It occurs to me that the files containing the Western Oceanic data I collected in the late 70s/early 80s for my PhD might be useful to someone. In any case, it is right that they be made publicly available, something that wasn't so easy back then. Most of the material is from wordlists that I collected during fieldwork in Papua New Guinea from around 1978 to 1982. The SE Solomonic data are from Tryon & Hackman 1983 (this is outside Western Oceanic).
I keyed the data into text files in a format such that each line was the entry for a single word, and each field within an entry was marked by a backslash code (I adapted this format from SIL's conventions at the time), then arranged them in cognate sets, ea.ch set separated from the next by an empty line. This work was done between 1983 and 1985, when text files were the best way to store data. They were entered on a terminal connected to a mainframe computer at the ANU. I have converted the ASCII symbols used in the original files into UTF-8.
Each file contains languages from a region, as listed below (and the regions sometimes cut across subgroups determined by the comparative method). Three-letter abbreviations are used for language names, and two key files are also provided. The files are now located on Zenodo at https://doi.org/10.5281/zenodo.7878855.

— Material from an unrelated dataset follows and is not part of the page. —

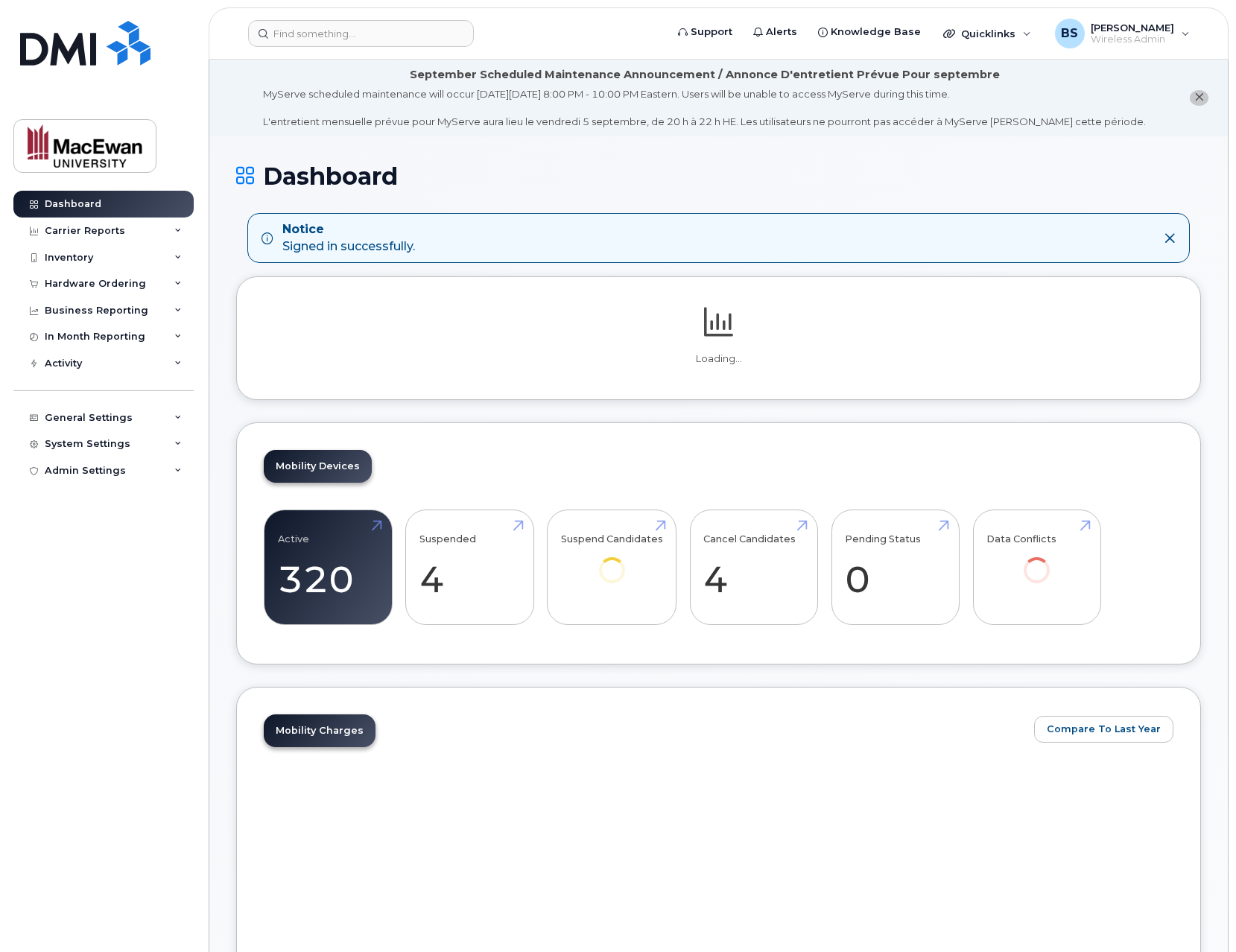  I want to click on button: Compare To Last Year, so click(1103, 729).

Files are: 1-3 New Ireland; 4 Willaumez Peninsula (New Britain) area; 5 NW Solomonic; 6 ; 7+8 Papuan Tip; 9 Vitiaz Strait area and NG north coast; 10 Huon Gulf and Markham Valley; 11 South and west New Britain. 7+8 are partial only. When I keyed the files. I had to rely on a mainframe's daily back-up onto tape spools. One night the system failed, and so did the restore, and I lost some data.

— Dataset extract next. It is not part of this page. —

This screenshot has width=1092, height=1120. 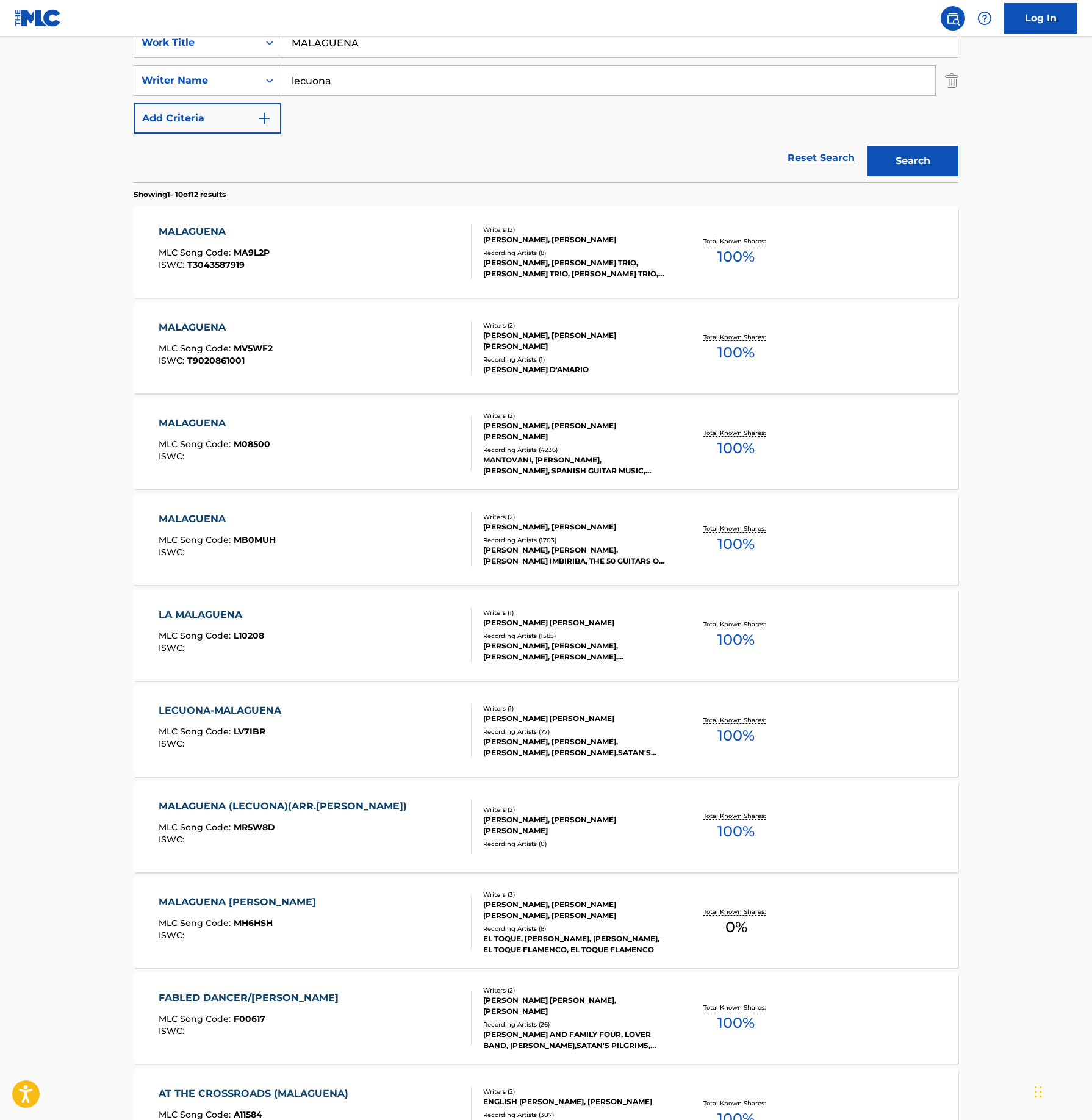 What do you see at coordinates (216, 360) in the screenshot?
I see `span: T9020861001` at bounding box center [216, 360].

The formatting of these files is a little odd, since they served as input to routines I wrote to pull out sound correspondences. Anything after '%' is the elicited form: what immediately precedes '%' has had something 'undone', e.g. metathesis.
The orthography of the files is phonemic and largely obvious. The conventions are set out in the introductions to the volumes of The lexicon of Proto Oceanic.
Finally, the files also contain reconstructions at various interstages at the top of a cognate set. These were inserted for heuristic reasons during my research. Many of them did not survive into my PhD thesis, and they should preferably be ignored. The reader who is interested in Oceanic reconstructions should turn to the volumes of The lexicon of Proto Oceanic.